News

Food insecurity on slight downward trend

The USDA says food insecurity is on a downward trend.  An Economic Research Service report indicates 12.3 percent of households were food insecure in 2016.

“The prevalence of food insecurity is essentially unchanged from 2015,” said sociologist Alisha Coleman-Jensen at the Economic Research Service, one of the authors of the study, in an interview provided by the USDA.  The decrease was only four-tenths of one percentage point, added Coleman-Jensen.

“But it’s continuing a downward trend in food insecurity from a peak in 2011,” she said.  That year, nearly 15 percent of households were food insecure.

“So we know that the Federal nutrition programs, like SNAP (Supplemental Nutrition Assistant Program), school meals, WIC (Women Infants and Children), they work to reduce hunger and food insecurity in this country,” said Lucy Melcher, who is with the No Kid Hungry campaign to end child hunger.

There are still a lot of food insecure and hungry people in the U.S., and not every subset of the food insecure is in decline.  For instance, 2016 saw a slight increase in households with very low food security among children, according to Coleman-Jensen.

“And households with very low food security reported that normal eating patterns of some household members were disrupted at times during the year,” said Coleman-Jensen, “and their food intake reduced below levels they considered appropriate.”

The report says that in 2016, food secure households spent almost 30 percent more on food than comparable food insecure households.  In 2016, about 60 percent of food insecure households participated in Federal food assistance.

Add Comment

Your email address will not be published.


▶ _WORK TO BE COMPLETED_:
Could you print all the entries below exactly as they appear, omitting the pictures?

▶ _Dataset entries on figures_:
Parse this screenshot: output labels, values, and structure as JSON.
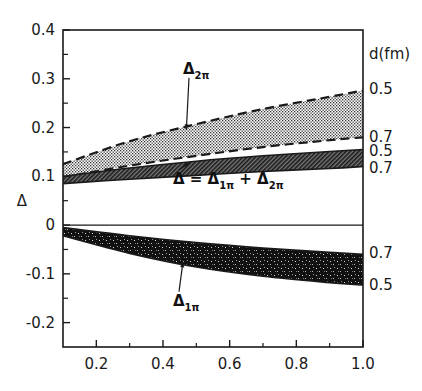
{
  "chart_data": {
    "type": "area",
    "title": "",
    "xlabel": "",
    "ylabel": "Δ",
    "xlim": [
      0.1,
      1.0
    ],
    "ylim": [
      -0.25,
      0.4
    ],
    "grid": false,
    "x_ticks": [
      0.2,
      0.4,
      0.6,
      0.8,
      1.0
    ],
    "x_tick_labels": [
      "0.2",
      "0.4",
      "0.6",
      "0.8",
      "1.0"
    ],
    "x_minor_ticks": [
      0.3,
      0.5,
      0.7,
      0.9
    ],
    "y_ticks": [
      0.4,
      0.3,
      0.2,
      0.1,
      0,
      -0.1,
      -0.2
    ],
    "y_tick_labels": [
      "0.4",
      "0.3",
      "0.2",
      "0.1",
      "0",
      "-0.1",
      "-0.2"
    ],
    "y_minor_ticks": [
      0.35,
      0.25,
      0.15,
      0.05,
      -0.05,
      -0.15
    ],
    "right_axis_title": "d(fm)",
    "x": [
      0.1,
      0.3,
      0.5,
      0.7,
      0.9,
      1.0
    ],
    "bands": [
      {
        "name": "Δ2π",
        "label_main": "Δ",
        "label_sub": "2π",
        "fill": "dotted",
        "edge_style": "dashed",
        "upper": {
          "d_fm": "0.5",
          "values": [
            0.125,
            0.172,
            0.207,
            0.238,
            0.263,
            0.276
          ]
        },
        "lower": {
          "d_fm": "0.7",
          "values": [
            0.098,
            0.122,
            0.142,
            0.16,
            0.174,
            0.18
          ]
        }
      },
      {
        "name": "Δ = Δ1π + Δ2π",
        "label_main": "Δ = Δ",
        "label_sub": "1π",
        "label_plus": " + Δ",
        "label_sub2": "2π",
        "fill": "hatched",
        "edge_style": "solid",
        "upper": {
          "d_fm": "0.5",
          "values": [
            0.1,
            0.117,
            0.131,
            0.142,
            0.151,
            0.155
          ]
        },
        "lower": {
          "d_fm": "0.7",
          "values": [
            0.085,
            0.094,
            0.102,
            0.11,
            0.116,
            0.12
          ]
        }
      },
      {
        "name": "Δ1π",
        "label_main": "Δ",
        "label_sub": "1π",
        "fill": "dense-speckle",
        "edge_style": "solid",
        "upper": {
          "d_fm": "0.7",
          "values": [
            -0.005,
            -0.022,
            -0.036,
            -0.047,
            -0.056,
            -0.06
          ]
        },
        "lower": {
          "d_fm": "0.5",
          "values": [
            -0.022,
            -0.058,
            -0.086,
            -0.105,
            -0.118,
            -0.123
          ]
        }
      }
    ],
    "right_labels": [
      {
        "text": "0.5",
        "value": 0.28
      },
      {
        "text": "0.7",
        "value": 0.18
      },
      {
        "text": "0.5",
        "value": 0.152
      },
      {
        "text": "0.7",
        "value": 0.118
      },
      {
        "text": "0.7",
        "value": -0.058
      },
      {
        "text": "0.5",
        "value": -0.122
      }
    ],
    "annotations": [
      {
        "band": 0,
        "text_x": 0.46,
        "text_y": 0.31,
        "arrow_to_x": 0.47,
        "arrow_to_y": 0.195
      },
      {
        "band": 1,
        "text_x": 0.43,
        "text_y": 0.085,
        "arrow_to_x": 0.48,
        "arrow_to_y": 0.128
      },
      {
        "band": 2,
        "text_x": 0.43,
        "text_y": -0.165,
        "arrow_to_x": 0.46,
        "arrow_to_y": -0.075
      }
    ]
  },
  "colors": {
    "axis": "#1a1a1a",
    "ink": "#111111",
    "background": "#ffffff"
  }
}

▶ _REPLY_:
Parse this screenshot: output labels, values, and structure as JSON.
{
  "chart_data": {
    "type": "area",
    "title": "",
    "xlabel": "",
    "ylabel": "Δ",
    "xlim": [
      0.1,
      1.0
    ],
    "ylim": [
      -0.25,
      0.4
    ],
    "grid": false,
    "x_ticks": [
      0.2,
      0.4,
      0.6,
      0.8,
      1.0
    ],
    "x_tick_labels": [
      "0.2",
      "0.4",
      "0.6",
      "0.8",
      "1.0"
    ],
    "x_minor_ticks": [
      0.3,
      0.5,
      0.7,
      0.9
    ],
    "y_ticks": [
      0.4,
      0.3,
      0.2,
      0.1,
      0,
      -0.1,
      -0.2
    ],
    "y_tick_labels": [
      "0.4",
      "0.3",
      "0.2",
      "0.1",
      "0",
      "-0.1",
      "-0.2"
    ],
    "y_minor_ticks": [
      0.35,
      0.25,
      0.15,
      0.05,
      -0.05,
      -0.15
    ],
    "right_axis_title": "d(fm)",
    "x": [
      0.1,
      0.3,
      0.5,
      0.7,
      0.9,
      1.0
    ],
    "bands": [
      {
        "name": "Δ2π",
        "label_main": "Δ",
        "label_sub": "2π",
        "fill": "dotted",
        "edge_style": "dashed",
        "upper": {
          "d_fm": "0.5",
          "values": [
            0.125,
            0.172,
            0.207,
            0.238,
            0.263,
            0.276
          ]
        },
        "lower": {
          "d_fm": "0.7",
          "values": [
            0.098,
            0.122,
            0.142,
            0.16,
            0.174,
            0.18
          ]
        }
      },
      {
        "name": "Δ = Δ1π + Δ2π",
        "label_main": "Δ = Δ",
        "label_sub": "1π",
        "label_plus": " + Δ",
        "label_sub2": "2π",
        "fill": "hatched",
        "edge_style": "solid",
        "upper": {
          "d_fm": "0.5",
          "values": [
            0.1,
            0.117,
            0.131,
            0.142,
            0.151,
            0.155
          ]
        },
        "lower": {
          "d_fm": "0.7",
          "values": [
            0.085,
            0.094,
            0.102,
            0.11,
            0.116,
            0.12
          ]
        }
      },
      {
        "name": "Δ1π",
        "label_main": "Δ",
        "label_sub": "1π",
        "fill": "dense-speckle",
        "edge_style": "solid",
        "upper": {
          "d_fm": "0.7",
          "values": [
            -0.005,
            -0.022,
            -0.036,
            -0.047,
            -0.056,
            -0.06
          ]
        },
        "lower": {
          "d_fm": "0.5",
          "values": [
            -0.022,
            -0.058,
            -0.086,
            -0.105,
            -0.118,
            -0.123
          ]
        }
      }
    ],
    "right_labels": [
      {
        "text": "0.5",
        "value": 0.28
      },
      {
        "text": "0.7",
        "value": 0.18
      },
      {
        "text": "0.5",
        "value": 0.152
      },
      {
        "text": "0.7",
        "value": 0.118
      },
      {
        "text": "0.7",
        "value": -0.058
      },
      {
        "text": "0.5",
        "value": -0.122
      }
    ],
    "annotations": [
      {
        "band": 0,
        "text_x": 0.46,
        "text_y": 0.31,
        "arrow_to_x": 0.47,
        "arrow_to_y": 0.195
      },
      {
        "band": 1,
        "text_x": 0.43,
        "text_y": 0.085,
        "arrow_to_x": 0.48,
        "arrow_to_y": 0.128
      },
      {
        "band": 2,
        "text_x": 0.43,
        "text_y": -0.165,
        "arrow_to_x": 0.46,
        "arrow_to_y": -0.075
      }
    ]
  },
  "colors": {
    "axis": "#1a1a1a",
    "ink": "#111111",
    "background": "#ffffff"
  }
}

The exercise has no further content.